Written by Lulu Shasha
When Susan Sontag published The Double Standard of Aging in 1972, she exposed a stark cultural imbalance. She argued that while men are permitted to grow older without consequence, even gaining credibility as they do, women are treated as though their value declines with age. For women, ageing was not a neutral process, it came with a social penalty.
Nearly three decades later, in The Whole Woman (1999), Germaine Greer revisited similar terrain. In the opening pages, under a section pointedly titled “Beauty,” she criticised the beauty industry for the impossible standards it imposes, from the rejection of cellulite to the normalisation of cosmetic surgery. Her critique centred on a system that encourages women to erase signs of ageing and pursue a narrowly defined male-prescribed idea of female beauty.
Reading these two commentaries, written almost 30 years apart, I find myself asking: where do we stand now, another 25 years on?
On one level we continue to live in a culture that treats youth as a form of social capital, particularly for women. The anti-aging industry, now deeply embedded in everyday language, is worth billions. Its messaging is both clinical and dreamlike. L’Oréal’s Revitalift Day Cream claims to “smooth wrinkles, firm and brighten the look of skin,” and to “renew skin’s appearance.” Estée Lauder describes its Advanced Night Repair serum as possessing “new youth-generating power,” language that borders on the mythical. It sounds less like a skincare product and more like the magic hair Mother Gothel harvests from Rapunzel in Tangled, a source of eternal youth to be bottled and sold. Even words like “brighten” carry weight. They imply that older skin is dull or faded, something to be fixed. Across advertising and media, the ideal female face remains untouched by age. Smooth, bright, ageless, as though time itself can be outwitted with the right product.
Of course, the relationship between beauty and survival isn’t just cultural. For centuries, when women’s financial and social futures were tied to their proximity to male power, beauty became a form of capital. Youth — with its connotations of fertility and pliability — was central to that exchange. That history lingers, even if our circumstances have changed. Many of the behaviours we now consider personal choices are in fact inherited habits, shaped by generations of women who lived with fewer options.
And yet, when I look beyond the marketing, when I speak to women across generations, a more complicated picture emerges. One is looking forward to turning 40, describing it as the decade she expects to feel most clear-headed and unapologetic. Another quietly dreads it, unsure what it means to enter a stage of life that, culturally, is still associated with decline. Amongst some women in my mother’s generation, women now in their fifties and early sixties, there is a visible shift. The same women who spent decades dyeing their hair are now embracing grey. Not because the pressure has disappeared, but because something in them has shifted. A different kind of pride has emerged.
So perhaps the real question isn’t whether Sontag’s double standard still exists. It does — in advertising, in language, in the architecture of an industry built to delay the visible signs of time. But what feels more urgent now is: how tightly do we still cling to it?
We can see the cracks in the narrative. In the public realm, women like Judi Dench, and Helen Mirren have aged visibly and powerfully. Ruth Bader Ginsburg became iconic not despite her age, but in part because of it. And popular culture, too, is beginning to wrestle with these questions more directly. The recent film Substance is a surreal and unsettling take on what it means to age in a world that sees youth as a woman’s most valuable asset. It doesn’t offer a solution, but it does hold up a mirror one we may not enjoy looking into, but can no longer ignore.
So where does that leave us?
We are not yet free of the double standard, but we are more aware of it. That awareness is not nothing. In some cases, it is enough to make different choices. To stop dyeing our hair. To stop apologising for laugh lines. Maybe Sontag’s double standard hasn’t disappeared. But it is being questioned every day in front of the mirror. And that may be where real change begins.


* PROBLEM REQUIREMENTS: Word for word, write the records out again, but omit each picture.

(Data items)
--------------------

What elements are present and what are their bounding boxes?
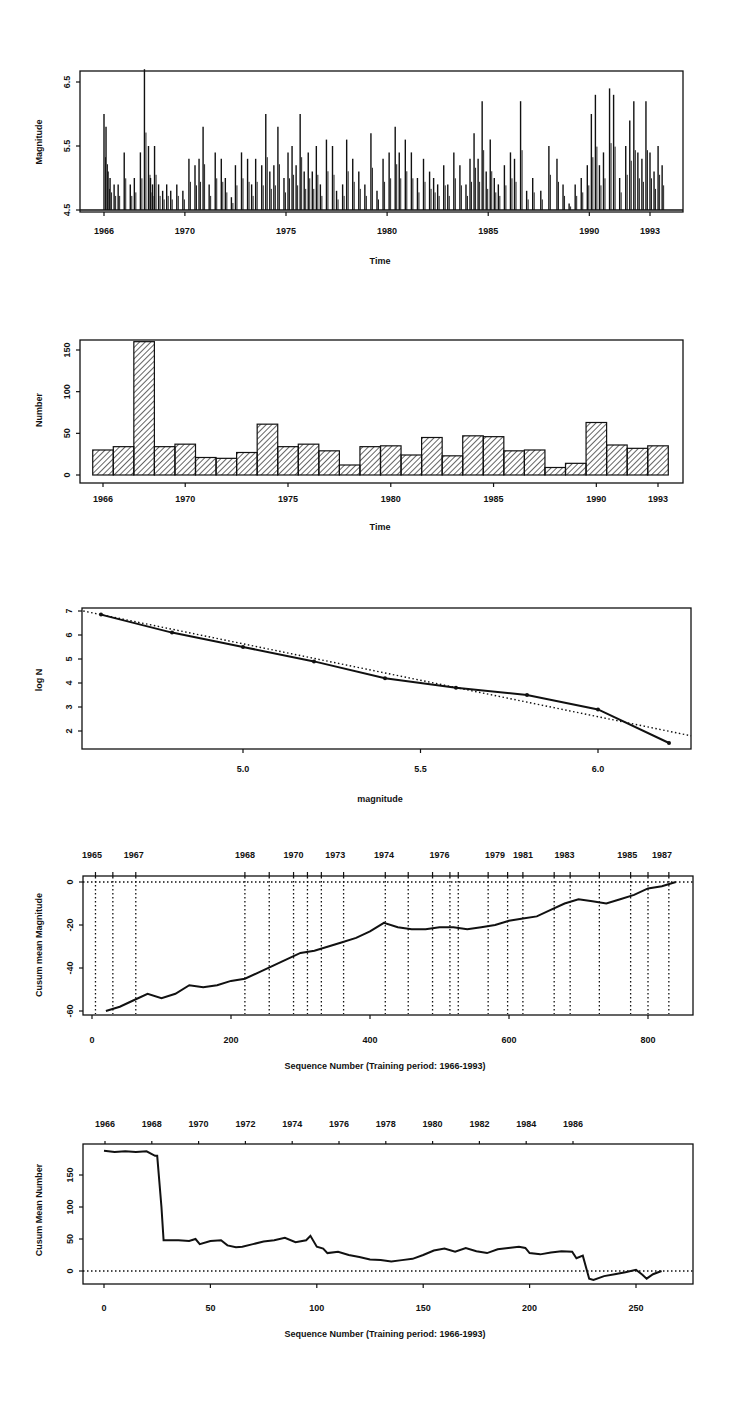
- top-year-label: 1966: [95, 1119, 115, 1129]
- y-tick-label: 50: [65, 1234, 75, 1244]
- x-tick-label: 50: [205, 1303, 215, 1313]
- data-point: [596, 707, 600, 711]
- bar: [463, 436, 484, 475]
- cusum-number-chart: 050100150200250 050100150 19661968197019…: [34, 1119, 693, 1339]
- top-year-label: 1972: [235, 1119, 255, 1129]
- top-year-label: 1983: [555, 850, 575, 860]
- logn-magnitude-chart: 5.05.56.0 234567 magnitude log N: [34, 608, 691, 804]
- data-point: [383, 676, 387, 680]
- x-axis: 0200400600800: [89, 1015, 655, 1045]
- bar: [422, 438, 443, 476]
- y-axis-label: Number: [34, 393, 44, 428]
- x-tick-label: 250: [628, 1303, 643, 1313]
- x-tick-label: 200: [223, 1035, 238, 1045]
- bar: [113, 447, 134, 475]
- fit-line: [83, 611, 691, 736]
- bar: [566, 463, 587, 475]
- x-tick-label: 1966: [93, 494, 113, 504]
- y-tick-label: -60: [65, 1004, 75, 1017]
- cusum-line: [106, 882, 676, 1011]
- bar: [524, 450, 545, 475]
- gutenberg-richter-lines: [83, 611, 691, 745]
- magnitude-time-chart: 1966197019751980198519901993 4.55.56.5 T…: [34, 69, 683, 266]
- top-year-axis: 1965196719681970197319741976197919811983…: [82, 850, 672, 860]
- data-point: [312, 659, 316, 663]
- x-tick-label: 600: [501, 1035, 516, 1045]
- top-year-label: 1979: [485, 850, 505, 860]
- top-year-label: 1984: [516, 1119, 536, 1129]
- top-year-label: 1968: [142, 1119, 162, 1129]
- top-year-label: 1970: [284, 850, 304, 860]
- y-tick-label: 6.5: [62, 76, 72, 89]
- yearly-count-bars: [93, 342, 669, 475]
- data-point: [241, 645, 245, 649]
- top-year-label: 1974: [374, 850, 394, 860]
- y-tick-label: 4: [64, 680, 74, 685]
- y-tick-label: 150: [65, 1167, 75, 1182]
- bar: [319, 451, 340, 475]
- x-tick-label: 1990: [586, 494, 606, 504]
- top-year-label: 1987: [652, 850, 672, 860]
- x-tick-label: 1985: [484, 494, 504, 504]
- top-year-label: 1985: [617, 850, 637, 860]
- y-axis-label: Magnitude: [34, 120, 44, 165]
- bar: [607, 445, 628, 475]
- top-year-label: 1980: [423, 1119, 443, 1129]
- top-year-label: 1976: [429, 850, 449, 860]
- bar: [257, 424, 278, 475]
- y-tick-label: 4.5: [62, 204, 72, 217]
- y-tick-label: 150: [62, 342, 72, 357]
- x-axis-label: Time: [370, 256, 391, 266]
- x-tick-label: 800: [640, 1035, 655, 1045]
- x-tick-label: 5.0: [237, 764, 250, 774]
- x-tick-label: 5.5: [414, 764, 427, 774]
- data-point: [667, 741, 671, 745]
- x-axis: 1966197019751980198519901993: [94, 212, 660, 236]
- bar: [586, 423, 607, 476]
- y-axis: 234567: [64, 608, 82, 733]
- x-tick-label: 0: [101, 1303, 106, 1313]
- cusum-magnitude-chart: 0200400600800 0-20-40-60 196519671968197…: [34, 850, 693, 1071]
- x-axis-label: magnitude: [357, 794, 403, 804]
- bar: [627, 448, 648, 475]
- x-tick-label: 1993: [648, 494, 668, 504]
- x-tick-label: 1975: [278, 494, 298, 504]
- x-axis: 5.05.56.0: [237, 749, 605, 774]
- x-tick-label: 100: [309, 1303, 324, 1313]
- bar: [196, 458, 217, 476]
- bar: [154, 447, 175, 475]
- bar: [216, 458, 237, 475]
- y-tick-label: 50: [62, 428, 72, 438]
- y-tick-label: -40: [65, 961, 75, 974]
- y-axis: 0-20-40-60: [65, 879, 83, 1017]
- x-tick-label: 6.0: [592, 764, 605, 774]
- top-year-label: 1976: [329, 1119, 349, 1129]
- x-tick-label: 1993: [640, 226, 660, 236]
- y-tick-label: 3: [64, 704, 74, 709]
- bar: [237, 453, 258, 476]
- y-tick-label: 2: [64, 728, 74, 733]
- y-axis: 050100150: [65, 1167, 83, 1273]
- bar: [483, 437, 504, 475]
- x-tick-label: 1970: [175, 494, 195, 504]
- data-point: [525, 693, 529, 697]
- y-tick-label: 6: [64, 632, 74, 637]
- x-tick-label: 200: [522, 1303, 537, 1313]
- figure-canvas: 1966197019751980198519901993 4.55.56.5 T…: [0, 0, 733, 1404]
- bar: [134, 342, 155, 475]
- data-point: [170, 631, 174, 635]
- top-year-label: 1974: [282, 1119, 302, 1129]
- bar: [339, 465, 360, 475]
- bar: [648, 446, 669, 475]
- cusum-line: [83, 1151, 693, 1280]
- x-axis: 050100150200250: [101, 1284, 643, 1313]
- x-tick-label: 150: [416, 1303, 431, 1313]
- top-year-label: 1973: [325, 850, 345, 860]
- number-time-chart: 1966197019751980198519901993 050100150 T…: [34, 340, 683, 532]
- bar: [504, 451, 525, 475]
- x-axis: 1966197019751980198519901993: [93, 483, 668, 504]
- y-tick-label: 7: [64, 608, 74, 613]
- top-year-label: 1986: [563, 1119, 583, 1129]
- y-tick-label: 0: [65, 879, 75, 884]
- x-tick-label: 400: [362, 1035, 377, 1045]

--------------------

* THE ANSWER:
What elements are present and what are their bounding boxes?
- top-year-label: 1966: [95, 1119, 115, 1129]
- y-tick-label: 50: [65, 1234, 75, 1244]
- x-tick-label: 50: [205, 1303, 215, 1313]
- data-point: [596, 707, 600, 711]
- bar: [463, 436, 484, 475]
- cusum-number-chart: 050100150200250 050100150 19661968197019…: [34, 1119, 693, 1339]
- top-year-label: 1972: [235, 1119, 255, 1129]
- top-year-label: 1983: [555, 850, 575, 860]
- logn-magnitude-chart: 5.05.56.0 234567 magnitude log N: [34, 608, 691, 804]
- data-point: [383, 676, 387, 680]
- x-axis: 0200400600800: [89, 1015, 655, 1045]
- bar: [422, 438, 443, 476]
- y-axis-label: Number: [34, 393, 44, 428]
- x-tick-label: 250: [628, 1303, 643, 1313]
- x-tick-label: 200: [223, 1035, 238, 1045]
- bar: [113, 447, 134, 475]
- fit-line: [83, 611, 691, 736]
- bar: [566, 463, 587, 475]
- x-tick-label: 1966: [93, 494, 113, 504]
- y-tick-label: -60: [65, 1004, 75, 1017]
- cusum-line: [106, 882, 676, 1011]
- bar: [524, 450, 545, 475]
- gutenberg-richter-lines: [83, 611, 691, 745]
- magnitude-time-chart: 1966197019751980198519901993 4.55.56.5 T…: [34, 69, 683, 266]
- top-year-axis: 1965196719681970197319741976197919811983…: [82, 850, 672, 860]
- data-point: [312, 659, 316, 663]
- x-tick-label: 600: [501, 1035, 516, 1045]
- top-year-label: 1979: [485, 850, 505, 860]
- top-year-label: 1984: [516, 1119, 536, 1129]
- top-year-label: 1968: [142, 1119, 162, 1129]
- top-year-label: 1970: [284, 850, 304, 860]
- y-tick-label: 6.5: [62, 76, 72, 89]
- yearly-count-bars: [93, 342, 669, 475]
- data-point: [241, 645, 245, 649]
- top-year-label: 1974: [374, 850, 394, 860]
- y-tick-label: 4: [64, 680, 74, 685]
- y-tick-label: 150: [65, 1167, 75, 1182]
- bar: [319, 451, 340, 475]
- x-tick-label: 1990: [586, 494, 606, 504]
- top-year-label: 1987: [652, 850, 672, 860]
- x-tick-label: 1985: [484, 494, 504, 504]
- top-year-label: 1985: [617, 850, 637, 860]
- y-axis-label: Magnitude: [34, 120, 44, 165]
- bar: [607, 445, 628, 475]
- top-year-label: 1980: [423, 1119, 443, 1129]
- top-year-label: 1976: [429, 850, 449, 860]
- bar: [257, 424, 278, 475]
- y-tick-label: 4.5: [62, 204, 72, 217]
- y-tick-label: 150: [62, 342, 72, 357]
- x-axis-label: Time: [370, 256, 391, 266]
- x-tick-label: 800: [640, 1035, 655, 1045]
- x-tick-label: 5.0: [237, 764, 250, 774]
- x-tick-label: 5.5: [414, 764, 427, 774]
- data-point: [667, 741, 671, 745]
- x-axis: 1966197019751980198519901993: [94, 212, 660, 236]
- bar: [586, 423, 607, 476]
- y-axis: 234567: [64, 608, 82, 733]
- x-tick-label: 0: [101, 1303, 106, 1313]
- cusum-magnitude-chart: 0200400600800 0-20-40-60 196519671968197…: [34, 850, 693, 1071]
- x-axis-label: magnitude: [357, 794, 403, 804]
- bar: [627, 448, 648, 475]
- x-tick-label: 1993: [648, 494, 668, 504]
- x-tick-label: 1975: [278, 494, 298, 504]
- x-axis: 5.05.56.0: [237, 749, 605, 774]
- x-tick-label: 100: [309, 1303, 324, 1313]
- bar: [196, 458, 217, 476]
- bar: [154, 447, 175, 475]
- bar: [216, 458, 237, 475]
- y-tick-label: 50: [62, 428, 72, 438]
- y-tick-label: -40: [65, 961, 75, 974]
- y-axis: 0-20-40-60: [65, 879, 83, 1017]
- x-tick-label: 6.0: [592, 764, 605, 774]
- top-year-label: 1976: [329, 1119, 349, 1129]
- x-tick-label: 1993: [640, 226, 660, 236]
- y-tick-label: 3: [64, 704, 74, 709]
- bar: [237, 453, 258, 476]
- y-tick-label: 2: [64, 728, 74, 733]
- y-axis: 050100150: [65, 1167, 83, 1273]
- bar: [483, 437, 504, 475]
- x-tick-label: 1970: [175, 494, 195, 504]
- data-point: [525, 693, 529, 697]
- y-tick-label: 6: [64, 632, 74, 637]
- x-tick-label: 200: [522, 1303, 537, 1313]
- figure-canvas: 1966197019751980198519901993 4.55.56.5 T…: [0, 0, 733, 1404]
- bar: [134, 342, 155, 475]
- data-point: [170, 631, 174, 635]
- top-year-label: 1974: [282, 1119, 302, 1129]
- bar: [339, 465, 360, 475]
- bar: [648, 446, 669, 475]
- cusum-line: [83, 1151, 693, 1280]
- x-axis: 050100150200250: [101, 1284, 643, 1313]
- x-tick-label: 150: [416, 1303, 431, 1313]
- top-year-label: 1973: [325, 850, 345, 860]
- number-time-chart: 1966197019751980198519901993 050100150 T…: [34, 340, 683, 532]
- bar: [504, 451, 525, 475]
- x-axis: 1966197019751980198519901993: [93, 483, 668, 504]
- y-tick-label: 7: [64, 608, 74, 613]
- top-year-label: 1986: [563, 1119, 583, 1129]
- y-tick-label: 0: [65, 879, 75, 884]
- x-tick-label: 400: [362, 1035, 377, 1045]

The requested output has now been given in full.